Wednesday, July 26, 2023

On being a glutton with a half-empty stomach

Powerful Tisha B'Av service tonight.

What hit me the hardest was Lamentations 1:11 - the Artscroll translation in the Tisha B'Av siddur I was using has this translation:
All her people are sighing, searching for bread. They traded their treasures for food to stay alive. "Look, HASHEM, and behold what a glutton I have become!"
The Koren Tisha B'Av siddur, which I also had with me, translated the last phrase instead as, "look how abject I have become."
The word in question, זוֹלֵלָֽה, which I looked up when I got home, could legitimately be translated either way - and the 2006 JPS Tanakh has "how abject" with a footnote saying it could be, with bitter irony, "what a glutton" and notes that the word is used in that sense in Proverbs 23:20-21.
The glutton translation resonates with me not only because of the bitter irony that can be read in the verse but also because it speaks to the experience of oppression, whether abject physical poverty or emotional or spiritual abuse. When one can only barely - if even that - meet one's basic needs and must give up the luxuries that give life joy to do so, one can begin to see the meeting of one's basic needs as gluttony, rather than as basic needs. One experiences this in emotionally abusive relationships, where one is made to feel guilty for wanting the bare minimum needed for emotional and spiritual well-being, as if one were asking for too much and were somehow selfish for wanting it.
May we all experience redemption and never be made to feel like gluttons when our stomachs are half-empty.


## WHAT YOU ARE ASKED TO DO
In the data below, find the line containing "Return person detection"; reproduce that line and all subsequent lines exactly, and nothing else.

═════ RECORDS SUPPLIED

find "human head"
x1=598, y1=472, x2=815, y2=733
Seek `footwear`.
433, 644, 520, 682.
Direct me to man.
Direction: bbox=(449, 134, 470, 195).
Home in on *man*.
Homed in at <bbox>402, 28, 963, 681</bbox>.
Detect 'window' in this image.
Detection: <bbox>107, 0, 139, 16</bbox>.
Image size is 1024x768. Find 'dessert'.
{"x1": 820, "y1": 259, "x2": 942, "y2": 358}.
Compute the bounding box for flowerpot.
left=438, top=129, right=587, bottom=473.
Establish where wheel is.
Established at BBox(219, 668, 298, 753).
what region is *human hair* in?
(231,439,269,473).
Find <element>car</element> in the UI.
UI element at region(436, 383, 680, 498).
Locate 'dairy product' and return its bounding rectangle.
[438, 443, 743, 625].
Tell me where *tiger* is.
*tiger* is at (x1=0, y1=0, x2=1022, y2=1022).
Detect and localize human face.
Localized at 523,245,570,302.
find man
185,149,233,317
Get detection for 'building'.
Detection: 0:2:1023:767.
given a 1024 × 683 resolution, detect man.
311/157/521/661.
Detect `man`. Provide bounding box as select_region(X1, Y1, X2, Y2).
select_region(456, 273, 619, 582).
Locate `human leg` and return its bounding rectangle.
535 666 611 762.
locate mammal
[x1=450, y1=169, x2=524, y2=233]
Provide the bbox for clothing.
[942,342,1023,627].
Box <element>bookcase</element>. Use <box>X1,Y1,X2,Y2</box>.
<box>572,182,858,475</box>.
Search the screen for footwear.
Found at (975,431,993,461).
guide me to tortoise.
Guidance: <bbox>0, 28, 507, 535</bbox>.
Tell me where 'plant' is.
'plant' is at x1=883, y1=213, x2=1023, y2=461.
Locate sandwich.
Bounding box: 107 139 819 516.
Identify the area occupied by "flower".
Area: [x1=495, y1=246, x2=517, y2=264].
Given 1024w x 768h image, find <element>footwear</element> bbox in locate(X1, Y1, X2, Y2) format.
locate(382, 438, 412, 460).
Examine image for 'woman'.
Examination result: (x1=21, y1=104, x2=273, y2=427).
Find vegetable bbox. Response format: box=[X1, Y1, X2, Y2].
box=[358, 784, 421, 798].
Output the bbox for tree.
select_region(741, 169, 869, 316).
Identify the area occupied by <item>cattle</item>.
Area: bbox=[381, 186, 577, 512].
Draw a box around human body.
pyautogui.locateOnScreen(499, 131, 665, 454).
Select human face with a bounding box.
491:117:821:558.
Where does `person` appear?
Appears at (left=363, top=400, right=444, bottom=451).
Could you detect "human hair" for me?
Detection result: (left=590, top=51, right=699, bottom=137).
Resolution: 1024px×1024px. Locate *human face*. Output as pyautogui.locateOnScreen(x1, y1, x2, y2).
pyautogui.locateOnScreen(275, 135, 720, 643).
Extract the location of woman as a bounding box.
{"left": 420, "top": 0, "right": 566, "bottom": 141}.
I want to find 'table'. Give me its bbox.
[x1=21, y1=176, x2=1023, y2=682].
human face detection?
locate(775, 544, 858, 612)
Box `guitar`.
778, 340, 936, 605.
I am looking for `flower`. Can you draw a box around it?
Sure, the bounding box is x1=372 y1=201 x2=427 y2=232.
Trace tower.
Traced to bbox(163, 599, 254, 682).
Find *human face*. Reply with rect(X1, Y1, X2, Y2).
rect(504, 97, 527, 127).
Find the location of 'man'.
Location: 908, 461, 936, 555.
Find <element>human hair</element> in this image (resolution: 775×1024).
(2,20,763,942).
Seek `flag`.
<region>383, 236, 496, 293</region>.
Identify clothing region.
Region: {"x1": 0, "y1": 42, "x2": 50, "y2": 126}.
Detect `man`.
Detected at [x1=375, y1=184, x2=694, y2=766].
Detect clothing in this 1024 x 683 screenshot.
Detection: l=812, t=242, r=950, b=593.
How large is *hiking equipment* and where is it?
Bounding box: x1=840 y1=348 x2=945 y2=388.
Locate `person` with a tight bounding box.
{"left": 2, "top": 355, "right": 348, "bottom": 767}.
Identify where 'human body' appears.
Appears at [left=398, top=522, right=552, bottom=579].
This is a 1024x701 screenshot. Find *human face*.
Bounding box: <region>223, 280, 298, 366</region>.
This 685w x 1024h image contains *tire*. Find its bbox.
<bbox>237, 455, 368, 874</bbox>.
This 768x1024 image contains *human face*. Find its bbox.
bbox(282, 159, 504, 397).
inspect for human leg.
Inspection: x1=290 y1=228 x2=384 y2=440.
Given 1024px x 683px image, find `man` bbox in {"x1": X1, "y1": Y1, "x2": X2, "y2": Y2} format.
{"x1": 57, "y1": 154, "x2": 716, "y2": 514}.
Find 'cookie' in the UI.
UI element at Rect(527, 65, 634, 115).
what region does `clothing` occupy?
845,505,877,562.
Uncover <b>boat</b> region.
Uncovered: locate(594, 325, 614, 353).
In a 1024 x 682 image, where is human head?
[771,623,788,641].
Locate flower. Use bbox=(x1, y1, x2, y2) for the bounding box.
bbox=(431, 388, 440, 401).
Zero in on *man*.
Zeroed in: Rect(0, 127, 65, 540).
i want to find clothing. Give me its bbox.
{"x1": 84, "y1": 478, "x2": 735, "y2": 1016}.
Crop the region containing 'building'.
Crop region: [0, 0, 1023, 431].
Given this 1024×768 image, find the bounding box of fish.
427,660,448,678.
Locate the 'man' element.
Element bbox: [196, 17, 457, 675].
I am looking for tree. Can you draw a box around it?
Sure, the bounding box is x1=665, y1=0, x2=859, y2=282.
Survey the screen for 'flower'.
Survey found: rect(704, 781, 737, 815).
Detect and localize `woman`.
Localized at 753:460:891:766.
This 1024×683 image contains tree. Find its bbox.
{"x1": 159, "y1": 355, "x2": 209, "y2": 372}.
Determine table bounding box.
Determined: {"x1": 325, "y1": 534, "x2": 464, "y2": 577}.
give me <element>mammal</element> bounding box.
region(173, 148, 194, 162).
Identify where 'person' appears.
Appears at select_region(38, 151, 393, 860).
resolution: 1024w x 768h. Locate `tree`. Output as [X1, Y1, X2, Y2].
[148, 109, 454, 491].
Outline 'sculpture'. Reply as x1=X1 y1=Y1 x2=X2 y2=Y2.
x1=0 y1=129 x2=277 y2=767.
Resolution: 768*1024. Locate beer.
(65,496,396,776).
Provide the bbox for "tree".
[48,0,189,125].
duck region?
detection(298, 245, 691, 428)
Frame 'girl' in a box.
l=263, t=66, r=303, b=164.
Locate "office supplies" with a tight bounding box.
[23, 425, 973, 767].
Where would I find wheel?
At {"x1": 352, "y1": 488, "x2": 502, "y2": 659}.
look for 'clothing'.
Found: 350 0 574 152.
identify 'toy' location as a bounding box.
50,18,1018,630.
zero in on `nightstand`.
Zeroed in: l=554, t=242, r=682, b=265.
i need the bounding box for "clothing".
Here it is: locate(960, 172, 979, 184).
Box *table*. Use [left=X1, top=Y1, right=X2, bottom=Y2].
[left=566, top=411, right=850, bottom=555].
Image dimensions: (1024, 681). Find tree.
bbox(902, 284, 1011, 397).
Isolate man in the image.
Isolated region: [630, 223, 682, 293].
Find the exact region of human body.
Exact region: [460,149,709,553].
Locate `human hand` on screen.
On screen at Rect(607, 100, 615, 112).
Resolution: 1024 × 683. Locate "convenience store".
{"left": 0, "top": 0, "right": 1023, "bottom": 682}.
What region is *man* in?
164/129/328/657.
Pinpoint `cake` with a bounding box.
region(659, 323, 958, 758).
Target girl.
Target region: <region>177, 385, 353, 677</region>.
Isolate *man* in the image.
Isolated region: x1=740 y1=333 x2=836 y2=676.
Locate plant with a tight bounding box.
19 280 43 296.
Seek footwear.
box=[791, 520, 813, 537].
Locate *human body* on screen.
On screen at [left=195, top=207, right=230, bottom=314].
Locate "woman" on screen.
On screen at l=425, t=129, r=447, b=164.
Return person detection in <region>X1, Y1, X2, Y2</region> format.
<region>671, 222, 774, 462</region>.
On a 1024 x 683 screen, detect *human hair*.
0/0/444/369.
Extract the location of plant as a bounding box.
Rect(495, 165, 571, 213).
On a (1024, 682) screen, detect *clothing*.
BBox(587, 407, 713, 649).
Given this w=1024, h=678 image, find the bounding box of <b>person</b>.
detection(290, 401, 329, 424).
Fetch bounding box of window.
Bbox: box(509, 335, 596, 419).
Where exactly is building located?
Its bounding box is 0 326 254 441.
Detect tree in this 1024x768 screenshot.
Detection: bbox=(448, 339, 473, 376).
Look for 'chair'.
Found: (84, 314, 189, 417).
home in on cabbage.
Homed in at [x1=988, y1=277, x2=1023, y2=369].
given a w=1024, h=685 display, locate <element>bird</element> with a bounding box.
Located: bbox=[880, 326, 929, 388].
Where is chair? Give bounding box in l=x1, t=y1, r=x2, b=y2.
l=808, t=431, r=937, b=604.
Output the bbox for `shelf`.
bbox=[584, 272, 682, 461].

══════════

## TASK OUTPUT
Return person detection in <region>X1, Y1, X2, Y2</region> format.
<region>671, 222, 774, 462</region>.
On a 1024 x 683 screen, detect *human hair*.
0/0/444/369.
Extract the location of plant as a bounding box.
Rect(495, 165, 571, 213).
On a (1024, 682) screen, detect *clothing*.
BBox(587, 407, 713, 649).
Given this w=1024, h=678 image, find the bounding box of <b>person</b>.
detection(290, 401, 329, 424).
Fetch bounding box of window.
Bbox: box(509, 335, 596, 419).
Where exactly is building located?
Its bounding box is 0 326 254 441.
Detect tree in this 1024x768 screenshot.
Detection: bbox=(448, 339, 473, 376).
Look for 'chair'.
Found: (84, 314, 189, 417).
home in on cabbage.
Homed in at [x1=988, y1=277, x2=1023, y2=369].
given a w=1024, h=685 display, locate <element>bird</element> with a bounding box.
Located: bbox=[880, 326, 929, 388].
Where is chair? Give bounding box in l=x1, t=y1, r=x2, b=y2.
l=808, t=431, r=937, b=604.
Output the bbox for `shelf`.
bbox=[584, 272, 682, 461].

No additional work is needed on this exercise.